ALEXANDRIA, VA – Today, as President Bush released his fiscal year 2009 budget, First Focus, a bipartisan children’s advocacy organization, criticized his proposal as once again failing to make children a priority.

Overall, the budget makes cuts totaling $2.8 billion to discretionary programs that impact children, a 3.1 percent decline from last year’s federal budget.

These cuts include:

  • $300 million to discretionary health programs that help kids (5.6% decline from last year’s federal budget);
  • $1.5 billion to education programs that help kids (3% decline);
  • $640 million to child welfare programs (38% decline);
  • $400 million to child safety programs (52% decline)

If president’s budget is enacted, it would mean a 12.3 percent real decline in discretionary spending on children from 2004 levels. In sharp contrast, federal discretionary, non-defense spending grew by 4.5 percent during that same time.

First Focus President Bruce Lesley released the following statement:

“Sadly, 2009 marks another year where the President has failed to make children a priority in his federal budget. From education to health, child safety to child welfare, juvenile justice to tax cuts, the president has cut billions from programs that have direct impacts on America’s children and their families.

The president also underfunds the State Children’s Health Insurance Program by several billion, not even allocating enough resources to maintain services for kids currently enrolled in the program. Moreover, the President’s budget cuts off SCHIP coverage for children in over half the nation’s states.

The president even cuts Medicaid by $17.4 billion over the next five years, with the administration astoundingly estimating that the number of children enrolled in SCHIP and Medicaid will actually decrease in 2009. Considering the bleak economic forecasts that postulate our nation may be headed toward a recession, it is far more likely that the job losses and economic hardships that flow from a lagging economy will increase the number of children enrolled in these low-income programs, not reduce it.

In addition, cuts to over 47 education programs, including a $300 million cut to after school programs, spell trouble for our children and the economy. We need a short term stimulus, but we also need long-term growth. The only way we’ll get that is if people are working. Now is not the time for a proposal from the president to make it harder for 300,000 parents to work because their children don’t have a safe place to go after school.

Hundreds of millions of dollars cut from child safety and child welfare programs are also a cause for concern, including over $200 million cut from juvenile justice programs, and a $500 million cut to a block grant program that helps low-income families lift themselves out of poverty.

At a time when federal discretionary, non-defense spending grew by 4.5 percent from 2004, spending on children declined by 9 percent. These are not insignificant decreases, and they result in real hardships for children and their families, especially in this slowing economic climate, where more children and families will struggle with financial hardship. Making it harder for children and families to get healthcare, earn an education, gain access to mental services, and many others, will not result in those children’s future being very bright.

Ensuring our next generation of America’s leaders is better off that this one is our obligation, and this budget is failing to acknowledge many of the hardships those children are facing now and in the years to come. Time and again, the president has shown that he does not consider spending on our nation’s children a priority. The administration just doesn’t seem to see the importance of investing in our children.”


PROBLEM REQUIREMENTS ::
This task calls for the lines below starting at the one containing "Image is 868x378 pixels." and ending at the one containing "Image is 868x434 pixels.", repeated exactly with both ends kept and pictures left out.

"""

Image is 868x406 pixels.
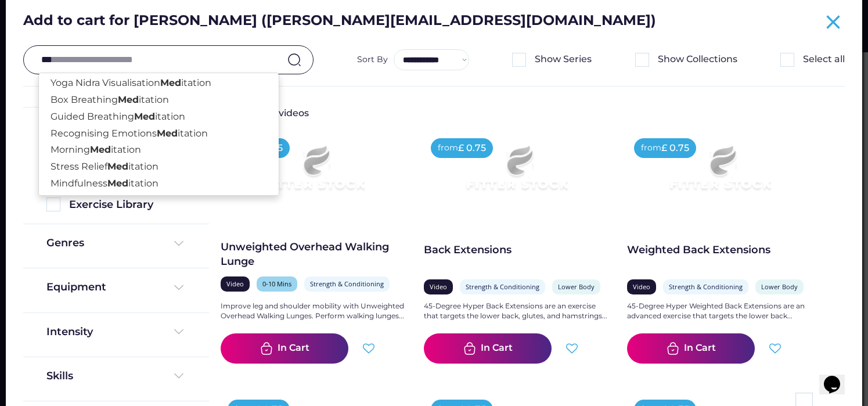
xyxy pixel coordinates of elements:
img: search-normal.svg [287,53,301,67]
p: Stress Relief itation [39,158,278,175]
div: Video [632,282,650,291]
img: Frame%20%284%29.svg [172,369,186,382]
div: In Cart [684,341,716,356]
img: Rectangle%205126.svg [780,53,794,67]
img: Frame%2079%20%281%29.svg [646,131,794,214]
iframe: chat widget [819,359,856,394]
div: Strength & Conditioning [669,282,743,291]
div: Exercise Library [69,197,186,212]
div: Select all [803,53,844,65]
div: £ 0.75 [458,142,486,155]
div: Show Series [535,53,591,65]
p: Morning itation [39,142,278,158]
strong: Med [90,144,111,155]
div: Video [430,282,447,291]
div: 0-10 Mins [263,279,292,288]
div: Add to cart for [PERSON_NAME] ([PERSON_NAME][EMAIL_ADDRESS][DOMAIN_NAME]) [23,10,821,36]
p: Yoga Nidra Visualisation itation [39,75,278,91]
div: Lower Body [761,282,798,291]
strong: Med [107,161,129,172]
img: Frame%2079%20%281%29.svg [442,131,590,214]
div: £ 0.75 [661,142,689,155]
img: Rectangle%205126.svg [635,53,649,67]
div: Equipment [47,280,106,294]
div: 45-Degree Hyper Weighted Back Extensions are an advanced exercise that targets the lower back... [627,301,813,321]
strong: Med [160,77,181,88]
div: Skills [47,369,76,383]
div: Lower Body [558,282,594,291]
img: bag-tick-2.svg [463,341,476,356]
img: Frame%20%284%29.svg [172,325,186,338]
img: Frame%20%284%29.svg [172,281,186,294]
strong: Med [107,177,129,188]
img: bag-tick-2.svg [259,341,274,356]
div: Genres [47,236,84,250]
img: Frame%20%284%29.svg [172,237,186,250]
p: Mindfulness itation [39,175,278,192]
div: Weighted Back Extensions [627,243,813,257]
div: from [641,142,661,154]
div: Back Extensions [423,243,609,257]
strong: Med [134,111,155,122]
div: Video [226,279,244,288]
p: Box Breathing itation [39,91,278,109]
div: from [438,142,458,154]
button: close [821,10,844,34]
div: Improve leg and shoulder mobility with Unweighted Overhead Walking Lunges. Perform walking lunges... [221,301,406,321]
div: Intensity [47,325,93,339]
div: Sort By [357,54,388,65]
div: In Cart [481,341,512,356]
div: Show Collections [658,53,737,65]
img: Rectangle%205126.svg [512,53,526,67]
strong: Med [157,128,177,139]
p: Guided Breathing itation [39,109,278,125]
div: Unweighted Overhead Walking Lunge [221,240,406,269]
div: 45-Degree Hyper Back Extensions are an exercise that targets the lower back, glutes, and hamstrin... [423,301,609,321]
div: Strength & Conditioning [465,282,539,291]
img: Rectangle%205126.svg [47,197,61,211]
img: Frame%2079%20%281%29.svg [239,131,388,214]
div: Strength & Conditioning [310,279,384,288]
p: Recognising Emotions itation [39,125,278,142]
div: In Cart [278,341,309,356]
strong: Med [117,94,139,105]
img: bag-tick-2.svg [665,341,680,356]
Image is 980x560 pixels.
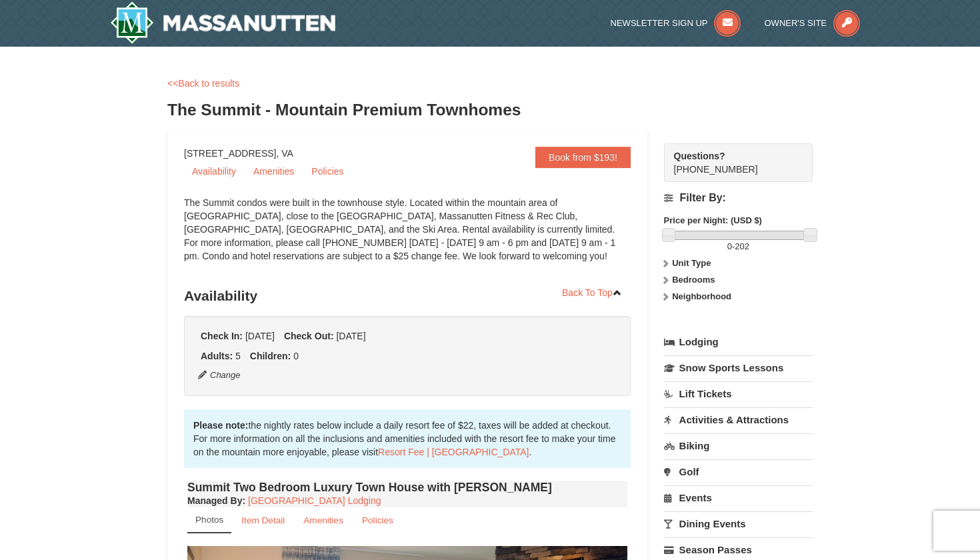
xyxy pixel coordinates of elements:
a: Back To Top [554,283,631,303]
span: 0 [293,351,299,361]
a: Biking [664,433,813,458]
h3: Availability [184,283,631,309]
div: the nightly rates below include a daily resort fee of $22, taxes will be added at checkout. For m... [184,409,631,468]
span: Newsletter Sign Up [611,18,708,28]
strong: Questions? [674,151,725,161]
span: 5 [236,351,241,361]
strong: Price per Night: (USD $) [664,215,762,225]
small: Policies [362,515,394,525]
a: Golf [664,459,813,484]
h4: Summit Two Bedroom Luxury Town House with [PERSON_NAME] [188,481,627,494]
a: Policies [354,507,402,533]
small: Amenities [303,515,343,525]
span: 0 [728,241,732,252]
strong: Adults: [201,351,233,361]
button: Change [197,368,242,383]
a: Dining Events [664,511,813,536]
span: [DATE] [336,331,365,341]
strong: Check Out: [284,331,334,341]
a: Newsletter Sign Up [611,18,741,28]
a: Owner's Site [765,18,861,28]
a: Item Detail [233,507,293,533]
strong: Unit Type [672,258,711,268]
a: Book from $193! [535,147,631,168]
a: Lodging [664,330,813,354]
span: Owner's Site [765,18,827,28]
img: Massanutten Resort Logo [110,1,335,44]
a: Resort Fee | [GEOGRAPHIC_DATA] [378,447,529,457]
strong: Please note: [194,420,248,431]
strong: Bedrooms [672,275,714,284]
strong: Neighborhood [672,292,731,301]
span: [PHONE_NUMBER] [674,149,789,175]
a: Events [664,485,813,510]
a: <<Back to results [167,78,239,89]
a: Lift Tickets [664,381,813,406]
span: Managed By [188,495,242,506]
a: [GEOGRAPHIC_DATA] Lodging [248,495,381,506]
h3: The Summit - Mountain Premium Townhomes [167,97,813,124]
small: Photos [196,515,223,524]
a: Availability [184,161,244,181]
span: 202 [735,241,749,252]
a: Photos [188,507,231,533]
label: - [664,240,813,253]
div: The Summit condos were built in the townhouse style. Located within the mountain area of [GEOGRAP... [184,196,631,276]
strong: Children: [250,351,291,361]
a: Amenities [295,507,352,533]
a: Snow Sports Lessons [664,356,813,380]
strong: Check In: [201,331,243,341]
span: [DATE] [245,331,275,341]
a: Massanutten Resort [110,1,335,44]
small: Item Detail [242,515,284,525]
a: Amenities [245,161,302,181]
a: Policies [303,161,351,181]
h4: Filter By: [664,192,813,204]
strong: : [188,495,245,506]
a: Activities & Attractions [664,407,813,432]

"""
"""

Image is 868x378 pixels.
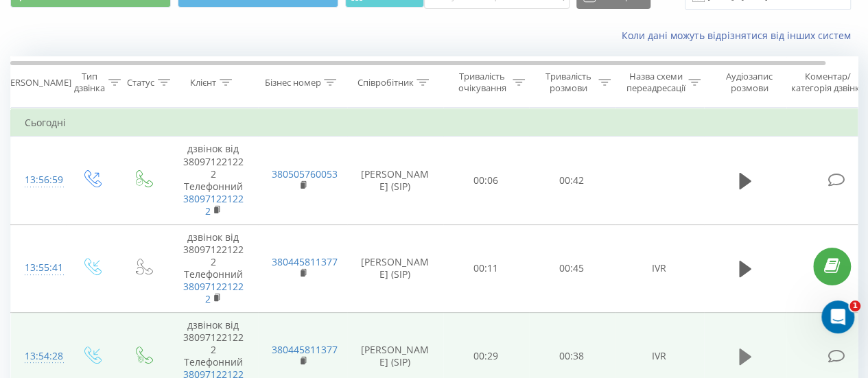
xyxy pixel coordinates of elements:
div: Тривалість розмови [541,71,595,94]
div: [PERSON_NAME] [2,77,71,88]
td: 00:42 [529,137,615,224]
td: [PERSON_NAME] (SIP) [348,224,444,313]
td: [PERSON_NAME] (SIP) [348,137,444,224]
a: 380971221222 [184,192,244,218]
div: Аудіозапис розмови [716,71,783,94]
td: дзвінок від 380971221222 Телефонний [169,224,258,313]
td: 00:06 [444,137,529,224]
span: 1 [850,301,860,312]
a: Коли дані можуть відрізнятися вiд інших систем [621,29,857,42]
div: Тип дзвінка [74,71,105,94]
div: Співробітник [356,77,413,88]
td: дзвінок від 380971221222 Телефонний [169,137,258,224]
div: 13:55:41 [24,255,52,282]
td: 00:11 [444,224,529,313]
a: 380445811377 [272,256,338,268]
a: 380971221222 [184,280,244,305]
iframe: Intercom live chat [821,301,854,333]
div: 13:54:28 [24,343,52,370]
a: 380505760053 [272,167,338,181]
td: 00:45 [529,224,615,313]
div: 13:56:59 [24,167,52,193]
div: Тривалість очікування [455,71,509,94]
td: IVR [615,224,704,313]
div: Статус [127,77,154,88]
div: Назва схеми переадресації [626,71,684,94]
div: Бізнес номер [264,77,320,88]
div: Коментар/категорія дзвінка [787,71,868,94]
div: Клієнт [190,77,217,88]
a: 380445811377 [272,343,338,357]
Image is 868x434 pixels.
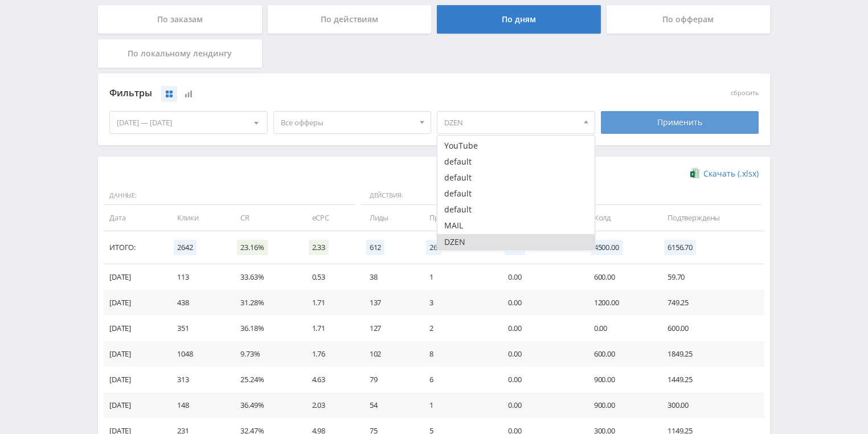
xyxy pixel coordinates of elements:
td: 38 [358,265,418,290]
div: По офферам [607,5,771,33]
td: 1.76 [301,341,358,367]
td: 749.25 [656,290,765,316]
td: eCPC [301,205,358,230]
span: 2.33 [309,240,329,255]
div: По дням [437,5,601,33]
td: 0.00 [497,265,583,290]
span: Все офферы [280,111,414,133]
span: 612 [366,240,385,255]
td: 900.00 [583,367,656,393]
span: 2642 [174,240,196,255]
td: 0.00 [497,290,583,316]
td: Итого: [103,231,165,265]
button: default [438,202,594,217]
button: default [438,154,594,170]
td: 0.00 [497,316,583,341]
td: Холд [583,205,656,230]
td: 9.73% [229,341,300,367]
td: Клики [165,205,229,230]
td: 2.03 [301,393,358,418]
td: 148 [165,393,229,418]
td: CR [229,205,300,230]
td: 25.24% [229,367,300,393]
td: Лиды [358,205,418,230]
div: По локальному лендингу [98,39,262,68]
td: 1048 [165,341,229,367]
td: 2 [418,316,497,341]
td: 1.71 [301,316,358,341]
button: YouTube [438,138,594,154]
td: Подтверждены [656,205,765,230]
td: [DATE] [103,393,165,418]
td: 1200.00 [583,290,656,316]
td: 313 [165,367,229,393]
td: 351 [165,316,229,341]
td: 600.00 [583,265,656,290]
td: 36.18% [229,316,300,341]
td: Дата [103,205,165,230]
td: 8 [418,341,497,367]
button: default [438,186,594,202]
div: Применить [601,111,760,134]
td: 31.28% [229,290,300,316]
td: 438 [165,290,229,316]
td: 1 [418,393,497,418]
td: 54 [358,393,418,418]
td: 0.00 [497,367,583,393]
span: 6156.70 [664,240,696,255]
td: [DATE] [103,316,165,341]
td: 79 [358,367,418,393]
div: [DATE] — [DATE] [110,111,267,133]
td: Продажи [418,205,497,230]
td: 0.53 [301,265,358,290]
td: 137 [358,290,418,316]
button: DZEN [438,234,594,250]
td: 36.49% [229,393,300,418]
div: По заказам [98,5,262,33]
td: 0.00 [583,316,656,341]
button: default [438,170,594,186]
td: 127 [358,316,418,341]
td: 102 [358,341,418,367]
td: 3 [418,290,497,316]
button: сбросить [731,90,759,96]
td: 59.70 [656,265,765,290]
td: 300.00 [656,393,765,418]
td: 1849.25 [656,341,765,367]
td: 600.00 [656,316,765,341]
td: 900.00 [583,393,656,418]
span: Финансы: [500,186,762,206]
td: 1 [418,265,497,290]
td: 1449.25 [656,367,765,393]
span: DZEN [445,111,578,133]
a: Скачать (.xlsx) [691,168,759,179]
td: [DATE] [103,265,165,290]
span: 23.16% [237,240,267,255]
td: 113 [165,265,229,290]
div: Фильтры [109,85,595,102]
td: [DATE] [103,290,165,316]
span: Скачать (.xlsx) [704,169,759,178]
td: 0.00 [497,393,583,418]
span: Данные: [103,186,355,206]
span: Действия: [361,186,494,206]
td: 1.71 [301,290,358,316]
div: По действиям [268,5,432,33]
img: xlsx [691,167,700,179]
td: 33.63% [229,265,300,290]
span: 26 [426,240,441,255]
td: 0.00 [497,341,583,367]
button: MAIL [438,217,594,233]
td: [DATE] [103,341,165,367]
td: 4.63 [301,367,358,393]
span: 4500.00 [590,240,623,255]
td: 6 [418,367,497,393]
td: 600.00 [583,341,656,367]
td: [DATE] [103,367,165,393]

"""

ANSWER SPACE ::
Image is 868x378 pixels.
xyxy pixel coordinates of elements:
div: Тривалість розмови [541,71,595,94]
div: [PERSON_NAME] [2,77,71,88]
td: 00:42 [529,137,615,224]
td: [PERSON_NAME] (SIP) [348,224,444,313]
td: [PERSON_NAME] (SIP) [348,137,444,224]
a: 380971221222 [184,192,244,218]
div: Аудіозапис розмови [716,71,783,94]
td: дзвінок від 380971221222 Телефонний [169,224,258,313]
td: 00:06 [444,137,529,224]
span: 1 [850,301,860,312]
a: Коли дані можуть відрізнятися вiд інших систем [621,29,857,42]
div: Тип дзвінка [74,71,105,94]
div: Співробітник [356,77,413,88]
td: дзвінок від 380971221222 Телефонний [169,137,258,224]
div: 13:55:41 [24,255,52,282]
td: 00:11 [444,224,529,313]
a: 380445811377 [272,256,338,268]
a: 380971221222 [184,280,244,305]
iframe: Intercom live chat [821,301,854,333]
div: 13:54:28 [24,343,52,370]
a: 380505760053 [272,167,338,181]
td: 00:45 [529,224,615,313]
div: 13:56:59 [24,167,52,193]
div: Тривалість очікування [455,71,509,94]
td: IVR [615,224,704,313]
div: Статус [127,77,154,88]
div: Назва схеми переадресації [626,71,684,94]
div: Бізнес номер [264,77,320,88]
div: Коментар/категорія дзвінка [787,71,868,94]
div: Клієнт [190,77,217,88]
a: 380445811377 [272,343,338,357]
Image is 868x434 pixels.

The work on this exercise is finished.